The eastern United States was under a weather siege Sunday as a furious winter storm packing heavy snow, ice, gale-force winds and tornadoes rolled out of the Midwest and continued its unforgiving march across the nation.Almost 250,000 homes and businesses were dark in South Carolina, North Carolina, Georgia and Florida. Over 6,000 flights into, out of and within the country had been canceled or delayed as of  6 p.m. EST, according to the tracking website flightaware.com.The impact of the storm varied greatly from neighborhood to neighborhood. Jackson, Mississippi, saw trace amounts of snow early Sunday while 25 miles to the northeast, the hamlet of Goshen Springs was blasted by more than 8 inches. 

Southern cities were on alert. Nashville could get 3 inches of snow, other parts of Tennessee a foot of snow. A tractor-trailer crash near the Tennessee River closed I-40 eastbound in Humphreys County. The Tennessee Highway Patrol reported a backup stretching several miles.

Justine Bousman shovels snow in front of her house in Cedar Rapids, Iowa, on Saturday, Jan. 15, 2022.© Savannah Blake, AP Justine Bousman shovels snow in front of her house in Cedar Rapids, Iowa, on Saturday, Jan. 15, 2022.The streets of Charlotte, North Carolina, were covered early Sunday, and the National Weather Service called for snow accumulations of 2 to 7 inches in parts of the state.

“Power outages and tree damage are likely due to the ice,” the weather service warned. “Travel could be nearly impossible.”

Thundersnow was reported near Waynesville, North Carolina. Accuweather said a strike of lightning was detected during heavy snowfall. Thundersnow is unusual but can happen in strong snowstorms, Accuweather said. Some of the state was blanketed in a foot of snow.

First Sgt. Christopher Knox, a spokesman for the North Carolina Highway Patrol, said that by midafternoon, the agency had responded to 300 car crashes and nearly 800 calls for service.

Two people died Sunday when their car drove off the road and into trees in a median east of Raleigh, North Carolina.

The driver and passenger, both 41-year-old South Carolina residents, were pronounced dead at the scene of the single-vehicle crash. Knox said investigators believe the car was driving too fast for the conditions, described as mixed winter precipitation.

Elsewhere, 1 to 4 inches of sleet, snow and ice was forecast for the Atlanta area as well as other parts of Georgia and South Carolina.

“Hopefully, the storm will underdeliver, but it could overdeliver. We just don’t know,” said Georgia Gov. Brian Kemp, who declared a state of emergency.

A tornado with 118 mph winds touched down in southwest Florida on Sunday and traveled almost two miles, the National Weather Service confirmed.

Lee County Commission Chairman Cecil Pendergrass said 62 homes in the tornado’s path were suffered major damage to the point where they were unlivable. Three minor injuries were reported.

Edward Murray, 81, was in his mobile home at Windcrest and Point Breeze in Cottage Point Trailer Park on Sunday morning when a tornado picked up the structure and tossed it on top of a neighbor’s home.

“That’s my house that’s turned upside down,” he said. “The tornado took me off my feet blew me toward the east wall and buried me under the sink, refrigerator,  kitchen chairs and everything else.”

The storm, dubbed a “Saskatchewan screamer” because it originated in the Canadian province of Saskatchewan, left more than a foot of snow in Des Moines, Iowa, over the weekend. The Ozarks town of Canaan in Arkansas saw a foot of snow.

WHAT IS THUNDERSNOW? How this weather phenomenon happens

The storm headed into the Northeast, dropping snow, sleet and rain around the densely populated Eastern Seaboard. Washington was forecast to see up to 3 inches of snow followed by a round of ice. Parts of the metro area already saw more snow in one week this month than in the past two years.

Parts of Western Pennsylvania could get a foot of snow, forecasters said. Officials across New England warned residents to stay indoors Saturday as a blast of Arctic air drives wind chill temperatures as low as minus 35 degrees.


_EXERCISE_. The output must contain exactly the lines from the top of the listing below through the line containing "Image is 868x434 pixels.", and no pictures.

_DATASET EXCERPTS_.
-----

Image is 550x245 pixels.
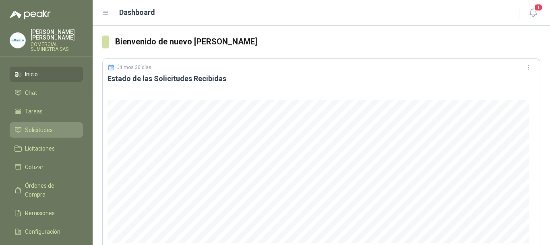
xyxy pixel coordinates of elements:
button: 1 [526,6,541,20]
a: Cotizar [10,159,83,174]
a: Chat [10,85,83,100]
p: COMERCIAL SUMINISTRA SAS [31,42,83,52]
h3: Bienvenido de nuevo [PERSON_NAME] [115,35,541,48]
p: [PERSON_NAME] [PERSON_NAME] [31,29,83,40]
a: Solicitudes [10,122,83,137]
img: Company Logo [10,33,25,48]
a: Configuración [10,224,83,239]
span: Solicitudes [25,125,53,134]
a: Órdenes de Compra [10,178,83,202]
h3: Estado de las Solicitudes Recibidas [108,74,535,83]
a: Inicio [10,66,83,82]
span: Órdenes de Compra [25,181,75,199]
span: Configuración [25,227,60,236]
span: 1 [534,4,543,11]
span: Tareas [25,107,43,116]
span: Licitaciones [25,144,55,153]
span: Chat [25,88,37,97]
a: Licitaciones [10,141,83,156]
a: Remisiones [10,205,83,220]
h1: Dashboard [119,7,155,18]
img: Logo peakr [10,10,51,19]
span: Cotizar [25,162,44,171]
p: Últimos 30 días [116,64,151,70]
a: Tareas [10,104,83,119]
span: Inicio [25,70,38,79]
span: Remisiones [25,208,55,217]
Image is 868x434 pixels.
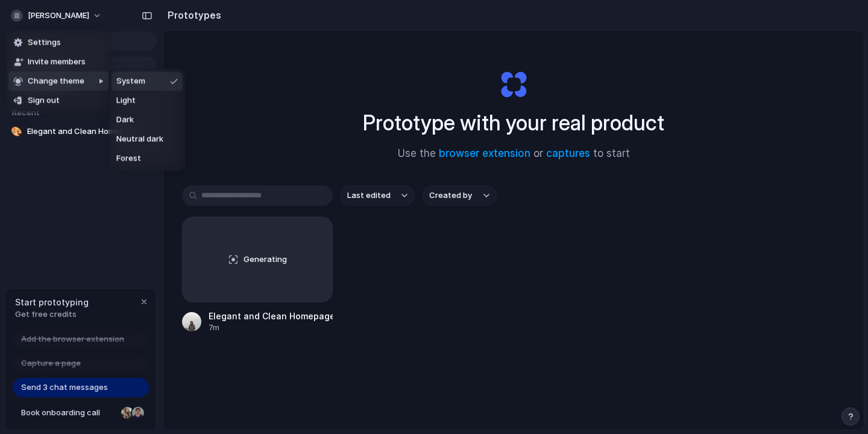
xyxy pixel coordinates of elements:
[28,76,84,87] span: Change theme
[117,95,136,107] span: Light
[117,153,141,164] span: Forest
[117,76,145,87] span: System
[28,37,61,49] span: Settings
[28,95,59,107] span: Sign out
[117,114,133,126] span: Dark
[117,134,164,145] span: Neutral dark
[28,56,86,68] span: Invite members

-----

_PROBLEM SOLUTION_.
Image is 550x245 pixels.
xyxy pixel coordinates of elements:
button: 1 [526,6,541,20]
a: Cotizar [10,159,83,174]
a: Chat [10,85,83,100]
p: COMERCIAL SUMINISTRA SAS [31,42,83,52]
h3: Bienvenido de nuevo [PERSON_NAME] [115,35,541,48]
p: [PERSON_NAME] [PERSON_NAME] [31,29,83,40]
a: Solicitudes [10,122,83,137]
img: Company Logo [10,33,25,48]
a: Configuración [10,224,83,239]
span: Solicitudes [25,125,53,134]
a: Órdenes de Compra [10,178,83,202]
h3: Estado de las Solicitudes Recibidas [108,74,535,83]
a: Inicio [10,66,83,82]
span: Órdenes de Compra [25,181,75,199]
span: Configuración [25,227,60,236]
span: 1 [534,4,543,11]
span: Tareas [25,107,43,116]
span: Licitaciones [25,144,55,153]
span: Chat [25,88,37,97]
a: Licitaciones [10,141,83,156]
a: Remisiones [10,205,83,220]
h1: Dashboard [119,7,155,18]
img: Logo peakr [10,10,51,19]
span: Cotizar [25,162,44,171]
p: Últimos 30 días [116,64,151,70]
a: Tareas [10,104,83,119]
span: Inicio [25,70,38,79]
span: Remisiones [25,208,55,217]
Image is 868x434 pixels.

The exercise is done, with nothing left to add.